Prayer in Texas Courtroom
Texas Attorney General Ken Paxton asked to intervene Wednesday on behalf of a county judge who’s battling to be allowed to open his courtroom with a prayer.

Mr. Paxton said hosting a prayer doesn’t violate the Constitution, so the judge should be allowed to continue.

The Freedom from Religion Foundation is trying to get Justice of the Peace Judge Wayne Mack to stop the prayer practice, in a battle dating back three years.

Originally, Judge Mack would introduce the prayer and guest chaplain, but after the complaint he now has the bailiff introduce the prayer.

But Freedom from Religion says that still violates the Constitution’s Establishment Clause, preventing excessive entanglement between government and religion.
Seven Days in May
In a period of seven days this month, President Donald Trump fired James Comey as director of the FBI and was accused of sharing top-secret intelligence data with the Russian foreign minister and the Russian ambassador to the United States, the latter a known Russian spy.

The Comey firing was clumsy and rude.

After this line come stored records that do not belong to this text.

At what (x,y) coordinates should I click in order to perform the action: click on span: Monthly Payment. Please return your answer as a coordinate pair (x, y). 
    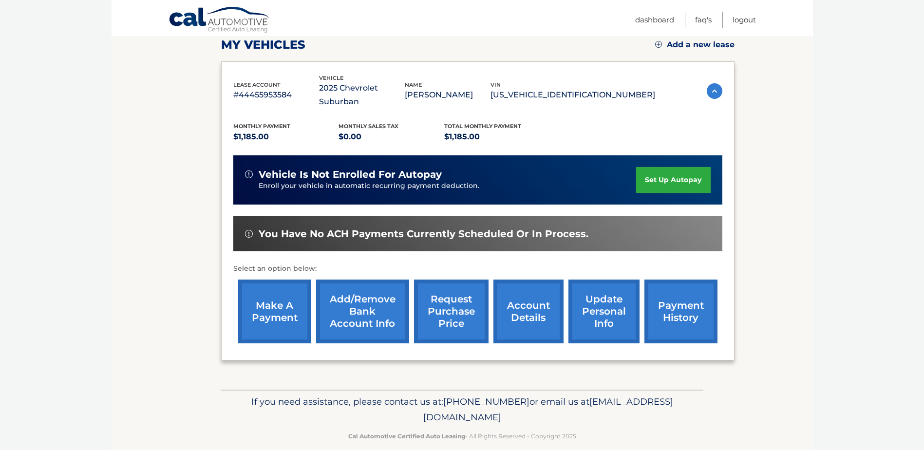
    Looking at the image, I should click on (262, 126).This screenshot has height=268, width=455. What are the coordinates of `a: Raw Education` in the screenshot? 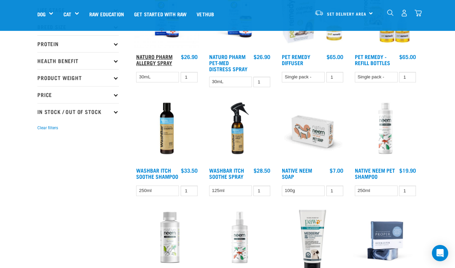 It's located at (107, 14). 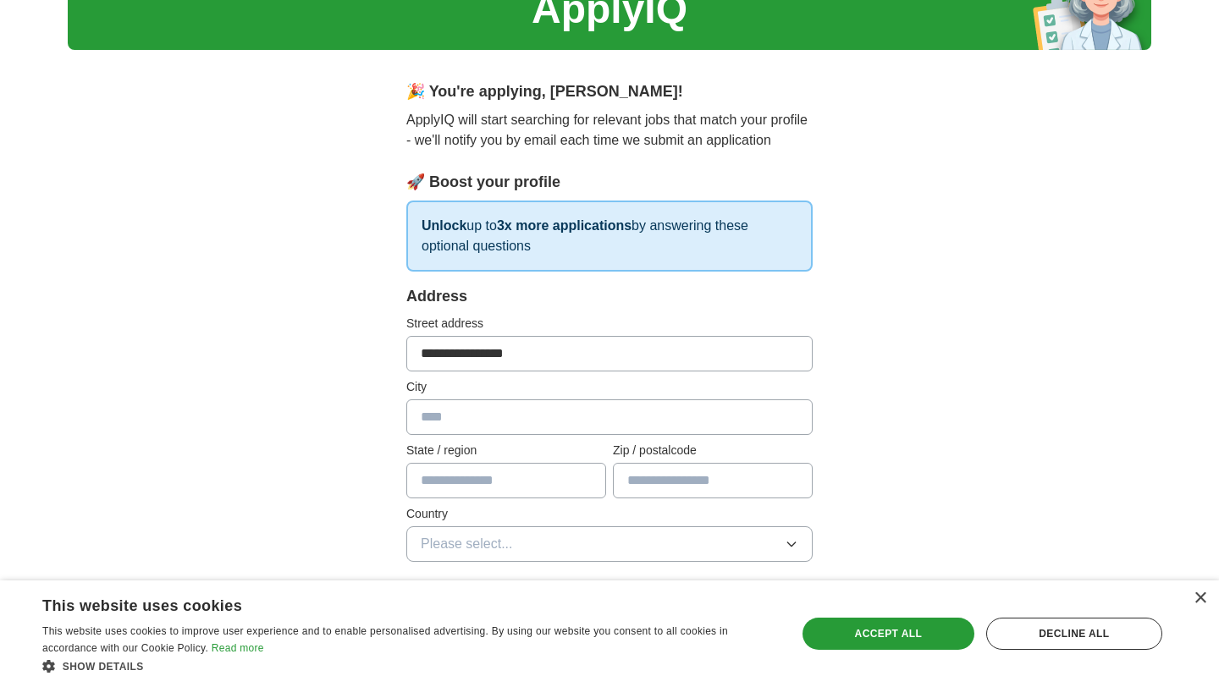 I want to click on div: 🚀 Boost your profile, so click(x=610, y=182).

Comey learned of it from FBI agents in Los Angeles who noticed reports of it on television monitors that they could see while he was speaking to them. The White House initially claimed Comey had been fired because of his poor judgment in the Hillary Clinton email investigation, in which he announced that she would not be indicted even though there was ample evidence to indict her and then reopened the case two weeks before Election Day even though there was no evidence to justify doing so.
Realities of a Special Counsel
The Trump-Russia saga has entered its special-counsel phase. This is strange, given that a special prosecutor is typically reserved for when a crime has been alleged, and not only has no serious penal-law violation been credibly alleged against Donald Trump or any of his associates, but, as we have repeatedly noted, the FBI was engaged in a counterintelligence, not a criminal, investigation as it relates to Russia. A more suitable approach would have been an independent commission, like the one established to investigate the September 11 attacks.

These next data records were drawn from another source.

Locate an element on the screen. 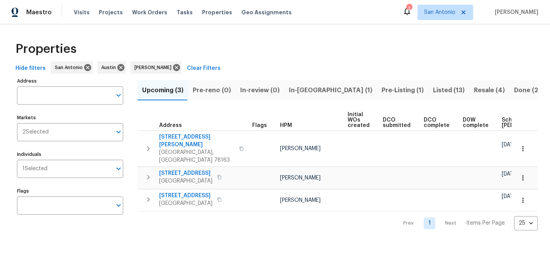  span: Geo Assignments is located at coordinates (266, 12). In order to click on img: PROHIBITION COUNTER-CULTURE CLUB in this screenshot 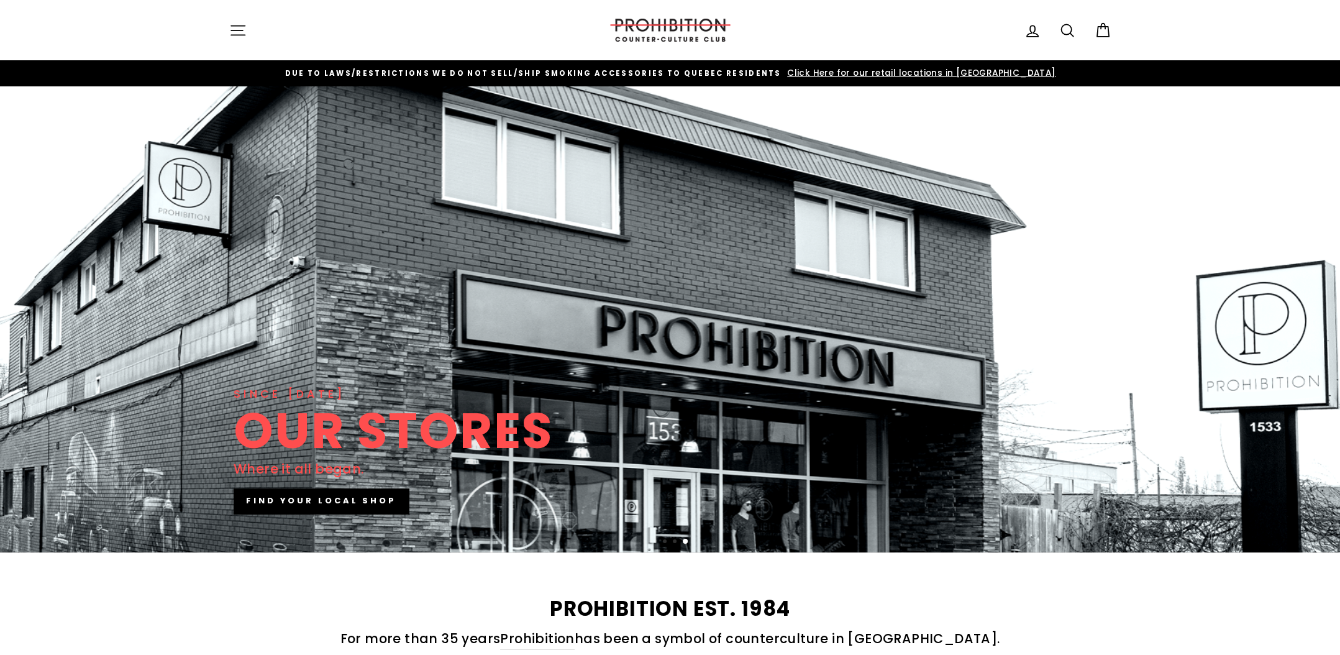, I will do `click(670, 30)`.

But Trump’s ham-handed firing of FBI director James Comey, the White House’s misleading account of how and why Comey was ousted, and news that Trump personally asked Comey to drop the Flynn probe created enough of a cloud around the FBI investigation that deputy attorney general Rod Rosenstein felt compelled to act. If Trump had intended to create the conditions for the appointment of a special counsel, he wouldn’t have acted any differently.
Remove Trump With 25th Amendment?
The pleasant surprise of the First 100 Days is over. The action was hectic, heated, often confused, but well within the bounds of normalcy. Policy (e.g., health care) was being hashed out, a Supreme Court nominee confirmed, foreign policy challenges (e.g. North Korea) addressed.

Donald Trump’s character — volatile, impulsive, often self-destructive — had not changed since the campaign. But it seemed as if the guardrails of our democracy — Congress, the courts, the states, the media, the Cabinet — were keeping things within bounds.

Then came the past 10 days. The country is now caught in the internal maelstrom that is the mind of Donald Trump. We are in the realm of the id. Chaos reigns. No guardrails can hold.

Normal activity disappears. North Korea’s launch of an alarming new missile and a problematic visit from the president of Turkey (locus of our most complicated and tortured allied relationship) barely evoke notice. Nothing can escape the black hole of a three-part presidential meltdown.